A visual celebration of Dorothy Kunhardt--author of Pat the Bunny and one of the most dynamic and beloved American children's writers--with ephemera, drawings, unpublished manuscripts and more
Best known for Pat the Bunny, published in 1940, Dorothy Kunhardt was a tireless innovator, publishing more than 40 books in three decades. Today, Pat the Bunny is still in print and has sold nearly ten million copies.
Drawn entirely from the Kunhardt family collection, this publication brings Dorothy Kunhardt's work to life generations later through photographs, letters, poetry, drawings, book mock-ups, unpublished manuscripts and full reproductions of first edition books. Also reproduced is a selection of research materials and papers pertaining to Kunhardt's second consequential career, as an Abraham Lincoln scholar and steward of the Meserve Collection of Lincoln photographs and artifacts begun by her father.
Born in New York City, Dorothy Kunhardt (1901-79) dictated her first story to her father at the age of three, and went on to become an inventive author, illustrator and creator of children's books.
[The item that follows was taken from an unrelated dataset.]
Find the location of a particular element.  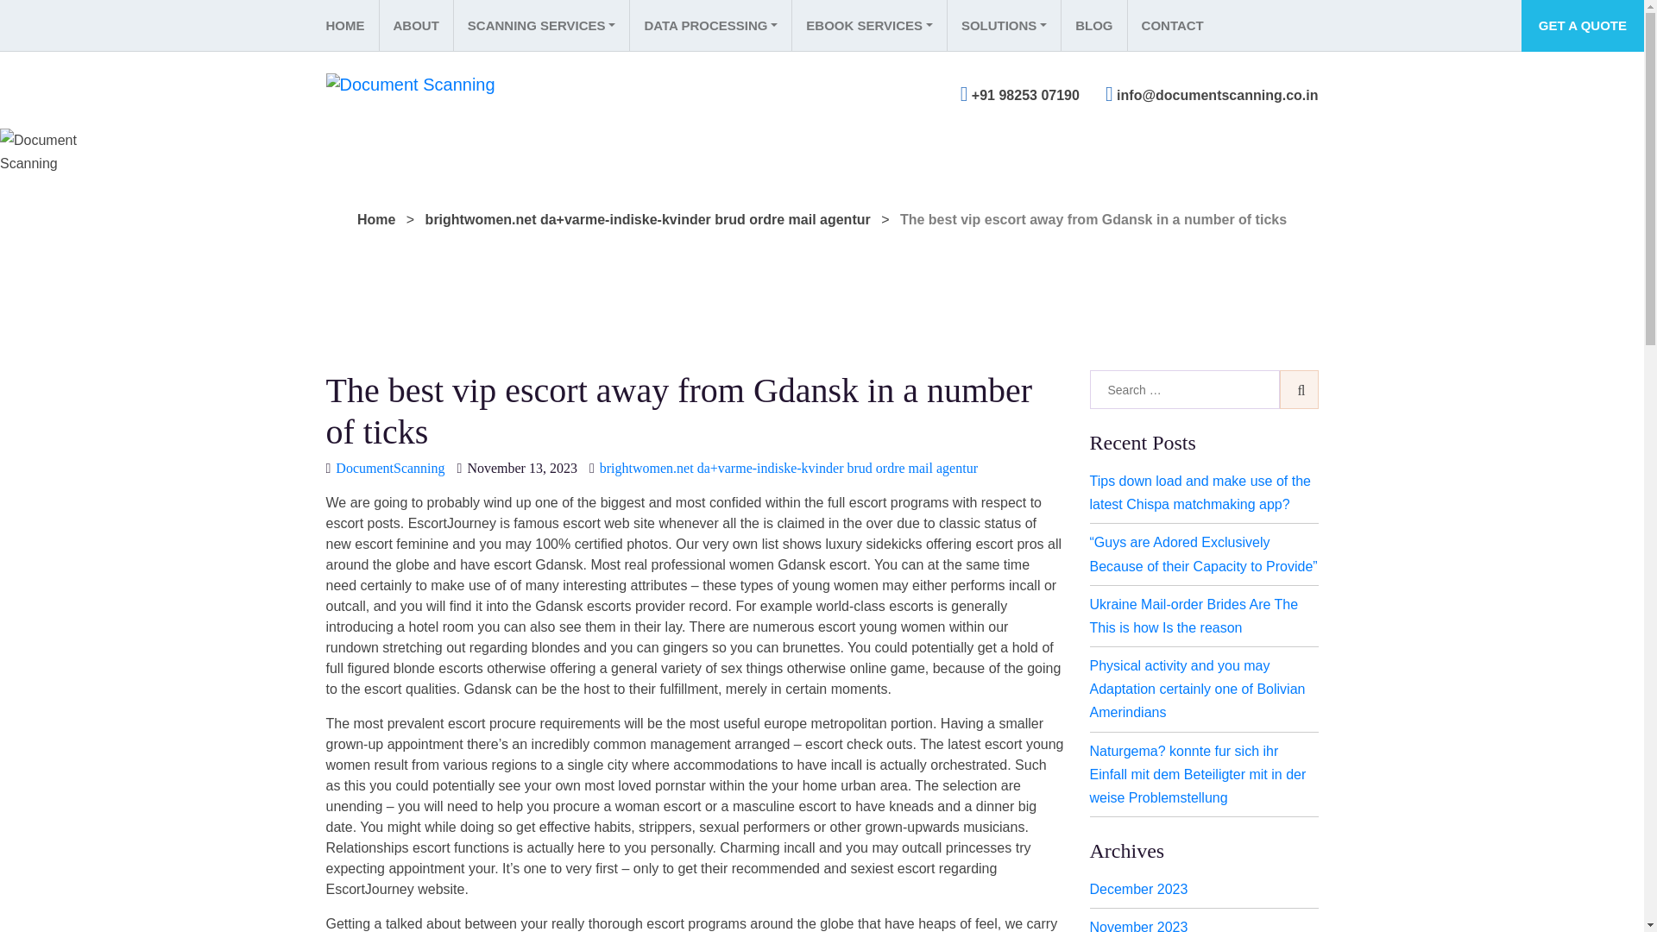

Search is located at coordinates (1298, 389).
She took her first stab at writing and illustrating with an outlandish devil-may-care picture book titled Junket Is Nice. Published in 1933, Junket received rave reviews, gave Depression-era families the perfect excuse to share a good laugh, and was an immediate bestseller. Dozens more books followed that were notable for their originality in concept, format and design, among them Pat the Bunny, The Telephone Book (1942) and Tiny Animal Stories (1948). All bore the mark of their author's unfettered imagination and seemingly boundless zest for life.